Rental building for Indigenous tenants opens on Boundary Road
A four-storey, 23-unit rental building for Indigenous people has opened on Boundary Road near 22nd Avenue in East Vancouver. The building is in the process of accepting tenants who will pay at least 15 per cent below market rates.
Three levels of government made the announcement Monday that the Lu'ma Native Housing Society development was supported by $6.4 million in federal funds in the form of an insured loan, and a $4.4-million grant from the province.
The project's 23 total units include seven suites made for low-income Indigenous tenants who will pay rents 30 per cent below the median household income in the area.
The federal funding comes through the Canada Mortgage and Housing Corp.'s Rental Construction Financing Initiative, which supports the building of rental housing for middle-class families in expensive housing markets.
The project “will be the first affordable housing option serving urban Indigenous households in the neighbourhood, an area that is accessible for seniors and families to transit, shopping, schools and other services,” said Vancouver Mayor Kennedy Stewart.
The total cost of the project wasn't available.
Kent Patenaude, president of Lu'ma, acknowledged “our project partners,” including the CMHC, B.C. Housing and the city, saying that the project “is a wonderful example of what can be achieved.”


Problem to solve >> Look through the data below. Pick out the lines holding the string "ffffff".

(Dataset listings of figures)
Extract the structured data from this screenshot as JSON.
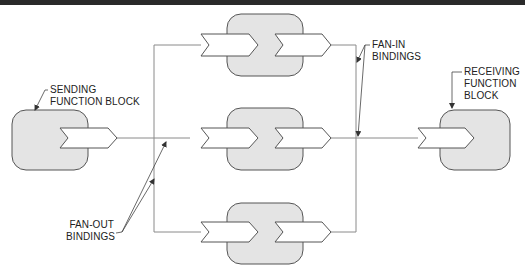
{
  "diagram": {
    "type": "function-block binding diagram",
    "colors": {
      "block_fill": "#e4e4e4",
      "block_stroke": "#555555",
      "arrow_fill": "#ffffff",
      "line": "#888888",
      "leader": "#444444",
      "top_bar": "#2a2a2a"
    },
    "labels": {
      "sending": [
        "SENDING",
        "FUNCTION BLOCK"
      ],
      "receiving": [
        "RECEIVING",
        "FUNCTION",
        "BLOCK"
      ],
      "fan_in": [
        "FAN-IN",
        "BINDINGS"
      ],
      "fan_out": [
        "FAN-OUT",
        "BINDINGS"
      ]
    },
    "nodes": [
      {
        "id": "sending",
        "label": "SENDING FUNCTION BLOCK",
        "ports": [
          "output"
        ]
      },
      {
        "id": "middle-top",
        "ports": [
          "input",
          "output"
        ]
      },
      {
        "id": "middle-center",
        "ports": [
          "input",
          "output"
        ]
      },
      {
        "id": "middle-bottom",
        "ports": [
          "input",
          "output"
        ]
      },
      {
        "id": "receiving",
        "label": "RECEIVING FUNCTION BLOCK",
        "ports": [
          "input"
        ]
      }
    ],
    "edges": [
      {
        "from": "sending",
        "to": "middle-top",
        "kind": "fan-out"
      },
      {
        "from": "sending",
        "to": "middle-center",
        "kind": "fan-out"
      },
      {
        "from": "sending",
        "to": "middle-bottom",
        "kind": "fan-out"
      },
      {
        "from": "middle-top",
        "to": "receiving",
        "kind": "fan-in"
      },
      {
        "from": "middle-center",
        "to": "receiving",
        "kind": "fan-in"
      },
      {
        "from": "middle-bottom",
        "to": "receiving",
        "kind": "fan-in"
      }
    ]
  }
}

==

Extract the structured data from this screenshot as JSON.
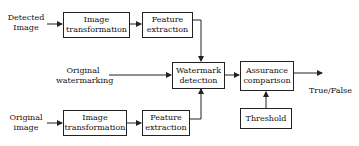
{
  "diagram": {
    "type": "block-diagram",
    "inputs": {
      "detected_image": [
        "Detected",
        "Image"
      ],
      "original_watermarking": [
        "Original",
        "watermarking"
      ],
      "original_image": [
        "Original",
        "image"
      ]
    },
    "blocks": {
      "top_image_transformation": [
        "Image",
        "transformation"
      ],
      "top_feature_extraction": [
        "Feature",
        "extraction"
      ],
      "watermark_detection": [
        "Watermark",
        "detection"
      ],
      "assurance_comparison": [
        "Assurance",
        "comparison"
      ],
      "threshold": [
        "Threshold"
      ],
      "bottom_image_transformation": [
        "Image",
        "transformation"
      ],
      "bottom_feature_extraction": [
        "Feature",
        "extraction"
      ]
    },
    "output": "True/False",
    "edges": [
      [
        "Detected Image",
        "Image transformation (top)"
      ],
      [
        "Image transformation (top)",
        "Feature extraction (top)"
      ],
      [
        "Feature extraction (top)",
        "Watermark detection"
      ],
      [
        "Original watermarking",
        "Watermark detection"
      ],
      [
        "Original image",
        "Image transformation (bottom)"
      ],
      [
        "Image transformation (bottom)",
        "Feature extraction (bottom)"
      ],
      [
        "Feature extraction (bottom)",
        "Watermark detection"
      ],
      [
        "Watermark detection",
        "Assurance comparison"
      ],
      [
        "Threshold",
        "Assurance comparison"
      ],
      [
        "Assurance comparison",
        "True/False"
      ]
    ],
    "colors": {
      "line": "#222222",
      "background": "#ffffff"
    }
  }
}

Solution for this exercise >>
      "arrow_fill": "#ffffff",
      "background": "#ffffff"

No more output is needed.